Show Description
HOW THEATER FAILED AMERICA is transferring Off-Broadway to the Barrow Street Theater beginning May 16th for six weeks only--you can order tickets here.
"Absolutely hilarious...one of the finest solo performers of his generation."
- The New York Times
"Daisey's skill is that he is able to talk about the historical and make it human, the personal and make it universal, so that the listener is both informed and transformed."
- Paper Magazine
Master storyteller Mike Daisey sinks his razor-sharp wit into a subject he knows well: the American theater, from the sublimely crass to the genuinely ugly. From gorgeous new theaters standing empty as cathedrals, to “successful” working actors traveling like migrant farmhands, to an arts culture unwilling to speak or listen to its own nation, Daisey takes stock of the dystopian state of theater in America: a shrinking world with smaller audiences every year. Fearlessly implicating himself and the system he works within, Daisey seeks answers to essential and dangerous questions about the art we’re making, the legacy we leave the future, and who it is we believe we’re speaking to.
MIKE DAISEY has been called “the master storyteller” and “one of the finest solo performers of his generation” by the New York Times for his many monologues, including Monopoly!, TRUTH, Invincible Summer, Tongues Will Wag, The Ugly American, I Miss the Cold War, Great Men of Genius, Wasting Your Breath and 21 Dog Years, and over the past decade he has performed his unique brand of extemporaneous storytelling at venues such as the Public Theater, American Repertory Theatre, the Spoleto Festival, Berkeley Repertory Theatre, the Cherry Lane, Yale Rep, the Noorderzon Festival, Portland Stage Company, Intiman, Performance Space 122, and many more. He’s been a guest on the Late Show with David Letterman, his work has been heard on the BBC, NPR and the National Lampoon Radio Hour, and his groundbreaking series All Stories Are Fiction is available through Audible.com. Currently he’s a commentator for NPR’s Day To Day and PRI’s Studio 360, a contributor to WIRED, Slate and Salon, a web contributor to Vanity Fair and Radar Magazine, a frequent performer and host with the Moth, and his writing appears in the anthology The Best Tech Writing 2006. His first film, Layover, is being distributed by Lars von Trier’s company Zentropa, and he stars in the Lawrence Krauser feature Horrible Child. His first book, 21 Dog Years: A Cubedweller’s Tale, was published by the Free Press and he is working on a second book, Great Men of Genius, adapted from his monologues about genius and megalomania in the lives of Bertolt Brecht, P.T. Barnum, Nikola Tesla, and L. Ron Hubbard. He lives with his director, collaborator and co-conspirator, Jean-Michele Gregory, in New York City.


Work request: Repeat every line of the data exactly, but not the pictures.

[Data records]
::::
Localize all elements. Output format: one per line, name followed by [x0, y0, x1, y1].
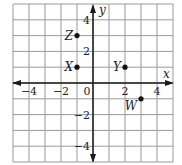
point-label: X — [63, 60, 73, 74]
y-tick-label: 4 — [83, 14, 90, 27]
point-marker — [138, 96, 143, 101]
x-tick-label: −4 — [21, 85, 37, 98]
point-label: W — [125, 99, 139, 113]
x-tick-label: 2 — [122, 85, 129, 98]
y-tick-label: −2 — [74, 109, 90, 122]
point-marker — [74, 33, 79, 38]
axes: yx — [12, 3, 174, 163]
coordinate-plane: yx −4−202442−2−4 ZXYW — [0, 0, 182, 165]
x-tick-label: 4 — [154, 85, 161, 98]
y-axis-arrow-up-icon — [90, 4, 96, 13]
x-tick-label: 0 — [84, 85, 91, 98]
x-axis-label: x — [163, 67, 170, 81]
y-tick-label: 2 — [83, 45, 90, 58]
plotted-points: ZXYW — [63, 29, 143, 113]
point-label: Y — [113, 60, 122, 74]
point-marker — [122, 65, 127, 70]
point-marker — [74, 65, 79, 70]
point-label: Z — [64, 29, 74, 43]
x-tick-label: −2 — [53, 85, 69, 98]
y-axis-label: y — [98, 3, 106, 17]
y-tick-label: −4 — [74, 140, 90, 153]
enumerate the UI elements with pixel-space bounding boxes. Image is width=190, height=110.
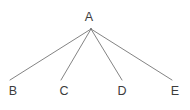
node-label-c: C: [59, 85, 68, 98]
edges-group: [10, 29, 172, 80]
root-vertex-group: [90, 28, 92, 30]
edge-a-e: [91, 29, 172, 80]
node-label-e: E: [171, 85, 180, 98]
root-vertex-point: [90, 28, 92, 30]
node-label-d: D: [117, 85, 126, 98]
edge-a-d: [91, 29, 122, 80]
node-label-b: B: [9, 85, 18, 98]
edge-a-b: [10, 29, 91, 80]
edge-layer: [0, 0, 190, 110]
edge-a-c: [61, 29, 91, 80]
node-label-a: A: [85, 11, 94, 24]
tree-diagram: A B C D E: [0, 0, 190, 110]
::::
Expected output:
Localize all elements. Output format: one per line, name followed by [x0, y0, x1, y1].
point-label: X — [63, 60, 73, 74]
y-tick-label: 4 — [83, 14, 90, 27]
point-marker — [138, 96, 143, 101]
x-tick-label: −4 — [21, 85, 37, 98]
point-label: W — [125, 99, 139, 113]
x-tick-label: 2 — [122, 85, 129, 98]
y-tick-label: −2 — [74, 109, 90, 122]
point-marker — [74, 33, 79, 38]
axes: yx — [12, 3, 174, 163]
coordinate-plane: yx −4−202442−2−4 ZXYW — [0, 0, 182, 165]
x-tick-label: 4 — [154, 85, 161, 98]
y-axis-arrow-up-icon — [90, 4, 96, 13]
x-tick-label: 0 — [84, 85, 91, 98]
x-axis-label: x — [163, 67, 170, 81]
y-tick-label: 2 — [83, 45, 90, 58]
plotted-points: ZXYW — [63, 29, 143, 113]
point-label: Y — [113, 60, 122, 74]
point-marker — [122, 65, 127, 70]
point-marker — [74, 65, 79, 70]
point-label: Z — [64, 29, 74, 43]
x-tick-label: −2 — [53, 85, 69, 98]
y-axis-label: y — [98, 3, 106, 17]
y-tick-label: −4 — [74, 140, 90, 153]
enumerate the UI elements with pixel-space bounding boxes. Image is width=190, height=110.
node-label-c: C: [59, 85, 68, 98]
edges-group: [10, 29, 172, 80]
root-vertex-group: [90, 28, 92, 30]
edge-a-e: [91, 29, 172, 80]
node-label-e: E: [171, 85, 180, 98]
root-vertex-point: [90, 28, 92, 30]
node-label-d: D: [117, 85, 126, 98]
edge-a-d: [91, 29, 122, 80]
node-label-b: B: [9, 85, 18, 98]
edge-a-b: [10, 29, 91, 80]
edge-layer: [0, 0, 190, 110]
edge-a-c: [61, 29, 91, 80]
node-label-a: A: [85, 11, 94, 24]
tree-diagram: A B C D E: [0, 0, 190, 110]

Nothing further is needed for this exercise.